Thursday, November 24, 2011

Accounting and Auditing Ethics


"Six months ago the accounting firm...
said MF... and its units “maintained, in all material respects,
effective internal control over financial reporting
as of March 31, 2011.”

MF...filed for bankruptcy on Oct. 31.

This week the trustee ...said as much as $1.2 billion
of customer money is missing, maybe more.

Those deposits should have been kept segregated
from the company’s funds.

By all indications, they weren’t.

What’s the point of having auditors do reports like this?

And are they worth the cost?

...When an auditor certifies
that a client’s internal controls are effective,
that’s supposed to mean the company can do basic functions
like maintain accurate financial records,
detect unauthorized transactions
and keep track of its receipts and expenditures.

...“Their books are a disaster,” Scott O’Malia,
a commissioner at the Commodity Futures Trading Commission,
told ...an interview two weeks ago.

...to believe...got it right
when it blessed MF’s controls in May,
you would have to accept the notion that MF’s controls
were effective in March
-- and didn’t start going bad until sometime later.

...this scenario seems implausible.

...whenever a financial institution fails,
it’s almost always true that its internal controls were poor
-- and had been that way for a long time.

Otherwise it wouldn’t have failed.

...other companies that use...’s New York office as their auditor
include...and...

Both ...presumably are too big to fail,
meaning taxpayers would be on the hook if they ever blew up.

A Pricewaterhouse spokesman, Caroline Nolan, declined to comment on the firm’s work for MF.

If...can’t spot control weaknesses
at a relatively small shop like MF
...it’s a bit much to expect that the firm
would catch anything materially amiss at...
which has $949 billion of assets,
or at ...with $2.3 trillion...

The reason MF had to get an outside audit report
on its internal controls
was that the Sarbanes-Oxley Act required it.

That law was enacted in 2002
in response to a wave of audit failures
at big companies such as WorldCom Inc. and Enron Corp.

...For a while, it looked like the new rules were working.

Then a backlash hit.

Corporate executives, lawmakers
and even Securities and Exchange Commission officials
complained that the auditors were being too strict.

The number of restatements plunged.

...Many companies’ audit fees plunged,
suggesting that the auditors there were doing less work.

For fiscal 2007, MF Global paid...$17.1 million in audit fees.

By fiscal 2011, that had fallen to $10.9 million,
even as warning signs about MF’s internal controls
were surfacing publicly.

On top of that...’s main regulator,
the Public Company Accounting Oversight Board,
released a nasty report this week
on the firm’s audit performance.

The agency cited deficiencies in 28 audits,
out of 75 that it inspected last year.

The tally included 13 clients where the board
said the firm had botched its internal-control audits.

...The point of having a report by an independent auditor
is to assure the public that what a company says is true.

Yet if the reports aren’t reliable,
they’re worse than worthless,
because they sucker the public with false promises."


Look through the listing below for the line with "Image is 644x317 pixels." and the line with "Image is 714x383 pixels.". Copy both, along with every line between them, exactly and with no pictures.

(Data for review)

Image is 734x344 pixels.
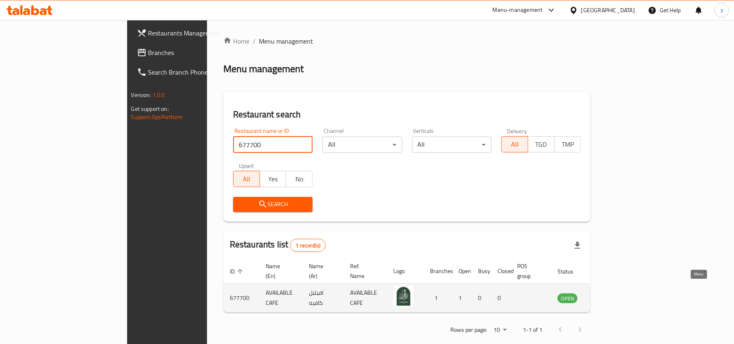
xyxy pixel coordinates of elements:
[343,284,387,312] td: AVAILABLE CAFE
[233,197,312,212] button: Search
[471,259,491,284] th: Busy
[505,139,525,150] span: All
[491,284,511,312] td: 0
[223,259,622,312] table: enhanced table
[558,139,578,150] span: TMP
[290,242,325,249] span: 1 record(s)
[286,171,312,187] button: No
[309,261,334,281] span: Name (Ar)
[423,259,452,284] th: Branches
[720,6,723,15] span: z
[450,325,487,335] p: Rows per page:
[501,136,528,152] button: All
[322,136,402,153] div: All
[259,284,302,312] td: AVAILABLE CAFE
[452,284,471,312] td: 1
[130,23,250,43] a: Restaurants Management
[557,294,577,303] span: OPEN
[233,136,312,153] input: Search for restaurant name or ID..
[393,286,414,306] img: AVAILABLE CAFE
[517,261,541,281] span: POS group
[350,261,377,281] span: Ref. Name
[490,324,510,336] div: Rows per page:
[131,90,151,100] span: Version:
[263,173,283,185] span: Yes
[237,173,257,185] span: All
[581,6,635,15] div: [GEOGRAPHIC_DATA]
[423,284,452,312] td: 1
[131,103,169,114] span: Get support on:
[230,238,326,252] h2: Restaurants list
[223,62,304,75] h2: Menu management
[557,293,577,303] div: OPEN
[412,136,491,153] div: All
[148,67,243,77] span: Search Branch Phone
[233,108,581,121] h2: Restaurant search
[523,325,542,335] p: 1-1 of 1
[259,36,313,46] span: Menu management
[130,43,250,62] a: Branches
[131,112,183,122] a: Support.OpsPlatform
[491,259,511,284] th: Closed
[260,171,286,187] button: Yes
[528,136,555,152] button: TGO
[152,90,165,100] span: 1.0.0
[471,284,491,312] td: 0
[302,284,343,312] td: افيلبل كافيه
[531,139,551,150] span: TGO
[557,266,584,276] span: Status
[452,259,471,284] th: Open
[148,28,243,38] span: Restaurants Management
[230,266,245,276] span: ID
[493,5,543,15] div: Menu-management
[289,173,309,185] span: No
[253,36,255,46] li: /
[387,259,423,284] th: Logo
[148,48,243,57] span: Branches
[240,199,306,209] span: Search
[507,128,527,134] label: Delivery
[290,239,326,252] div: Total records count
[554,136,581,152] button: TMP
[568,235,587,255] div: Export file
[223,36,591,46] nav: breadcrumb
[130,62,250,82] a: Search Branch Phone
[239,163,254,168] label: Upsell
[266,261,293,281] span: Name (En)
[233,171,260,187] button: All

(End Data for review)
(Data for review)

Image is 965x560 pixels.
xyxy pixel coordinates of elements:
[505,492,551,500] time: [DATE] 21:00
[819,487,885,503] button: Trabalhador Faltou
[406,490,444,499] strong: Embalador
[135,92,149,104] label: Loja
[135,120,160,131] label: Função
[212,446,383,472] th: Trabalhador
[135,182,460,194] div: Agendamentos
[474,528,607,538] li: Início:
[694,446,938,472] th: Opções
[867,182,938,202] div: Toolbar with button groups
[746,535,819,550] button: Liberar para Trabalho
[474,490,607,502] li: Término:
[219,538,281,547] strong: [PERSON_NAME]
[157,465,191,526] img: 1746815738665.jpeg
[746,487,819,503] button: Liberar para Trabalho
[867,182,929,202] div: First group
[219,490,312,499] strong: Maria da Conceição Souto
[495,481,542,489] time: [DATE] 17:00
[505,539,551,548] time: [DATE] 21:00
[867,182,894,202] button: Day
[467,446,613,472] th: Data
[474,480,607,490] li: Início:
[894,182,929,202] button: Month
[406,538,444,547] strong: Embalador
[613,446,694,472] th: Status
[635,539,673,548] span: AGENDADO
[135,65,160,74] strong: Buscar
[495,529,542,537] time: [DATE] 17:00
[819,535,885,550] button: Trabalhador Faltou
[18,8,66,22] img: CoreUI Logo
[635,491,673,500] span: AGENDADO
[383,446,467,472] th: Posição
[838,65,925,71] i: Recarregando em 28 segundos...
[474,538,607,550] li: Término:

(End Data for review)
(Data for review)

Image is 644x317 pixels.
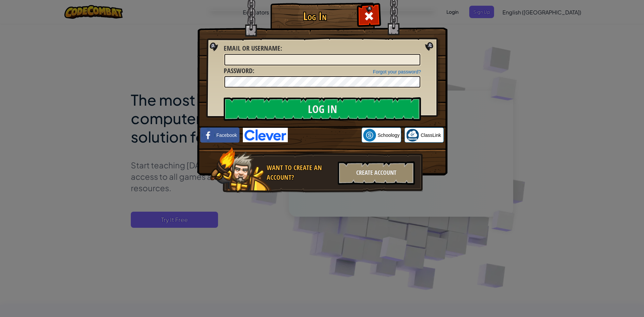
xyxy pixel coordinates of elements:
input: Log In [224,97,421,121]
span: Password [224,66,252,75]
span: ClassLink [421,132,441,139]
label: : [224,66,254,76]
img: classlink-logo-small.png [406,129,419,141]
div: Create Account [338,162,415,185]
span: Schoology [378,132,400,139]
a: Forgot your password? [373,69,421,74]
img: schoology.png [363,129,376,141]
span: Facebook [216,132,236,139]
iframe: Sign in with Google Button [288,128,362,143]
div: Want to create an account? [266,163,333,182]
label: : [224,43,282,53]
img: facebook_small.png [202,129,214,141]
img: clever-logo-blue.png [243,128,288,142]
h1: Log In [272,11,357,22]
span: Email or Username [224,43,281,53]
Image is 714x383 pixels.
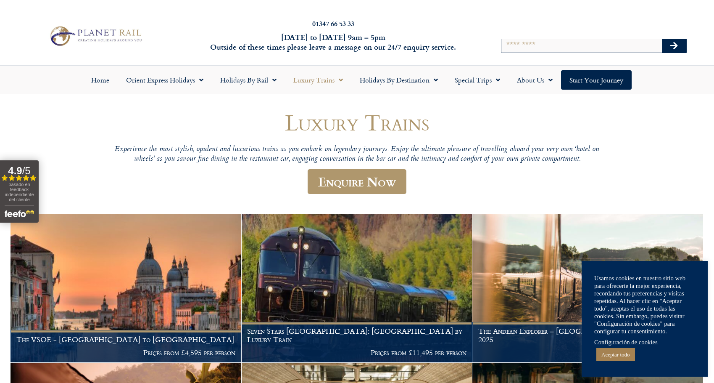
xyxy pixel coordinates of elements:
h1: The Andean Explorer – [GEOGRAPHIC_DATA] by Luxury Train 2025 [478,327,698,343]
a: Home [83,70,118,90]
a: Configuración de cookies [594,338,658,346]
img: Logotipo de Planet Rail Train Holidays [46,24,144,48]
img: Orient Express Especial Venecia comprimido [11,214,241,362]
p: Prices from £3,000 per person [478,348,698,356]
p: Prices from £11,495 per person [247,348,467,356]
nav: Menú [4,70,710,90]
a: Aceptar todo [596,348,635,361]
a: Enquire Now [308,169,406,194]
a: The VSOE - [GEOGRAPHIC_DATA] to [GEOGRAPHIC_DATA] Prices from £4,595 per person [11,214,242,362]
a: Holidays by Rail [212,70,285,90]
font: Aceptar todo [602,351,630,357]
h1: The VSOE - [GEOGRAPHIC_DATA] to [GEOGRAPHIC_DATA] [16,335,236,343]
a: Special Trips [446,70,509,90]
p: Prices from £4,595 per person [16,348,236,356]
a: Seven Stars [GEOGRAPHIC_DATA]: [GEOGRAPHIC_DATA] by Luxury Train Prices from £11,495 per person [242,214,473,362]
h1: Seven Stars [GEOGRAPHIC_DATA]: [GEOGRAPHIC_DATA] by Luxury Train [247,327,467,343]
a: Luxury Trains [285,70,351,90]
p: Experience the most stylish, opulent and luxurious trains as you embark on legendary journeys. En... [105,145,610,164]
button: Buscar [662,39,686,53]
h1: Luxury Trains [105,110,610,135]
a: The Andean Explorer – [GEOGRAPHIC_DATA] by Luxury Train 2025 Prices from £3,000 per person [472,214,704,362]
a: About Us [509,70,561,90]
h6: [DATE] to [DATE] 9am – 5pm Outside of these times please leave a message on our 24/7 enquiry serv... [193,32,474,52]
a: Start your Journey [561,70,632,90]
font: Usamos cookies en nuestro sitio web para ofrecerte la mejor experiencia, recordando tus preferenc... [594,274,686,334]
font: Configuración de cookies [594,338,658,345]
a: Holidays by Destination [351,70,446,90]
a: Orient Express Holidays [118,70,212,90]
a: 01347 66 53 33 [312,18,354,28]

(End Data for review)

- Completed task -
Image is 644x317 pixels.
xyxy pixel coordinates of elements:
input: Log In [224,97,421,121]
span: Password [224,66,252,75]
span: ClassLink [421,132,441,139]
label: : [224,66,254,76]
img: classlink-logo-small.png [406,129,419,141]
div: Create Account [338,162,415,185]
span: Schoology [378,132,400,139]
a: Forgot your password? [373,69,421,74]
img: schoology.png [363,129,376,141]
span: Facebook [216,132,236,139]
iframe: Sign in with Google Button [288,128,362,143]
div: Want to create an account? [266,163,333,182]
label: : [224,43,282,53]
img: facebook_small.png [202,129,214,141]
img: clever-logo-blue.png [243,128,288,142]
h1: Log In [272,11,357,22]
span: Email or Username [224,43,281,53]
Image is 714x383 pixels.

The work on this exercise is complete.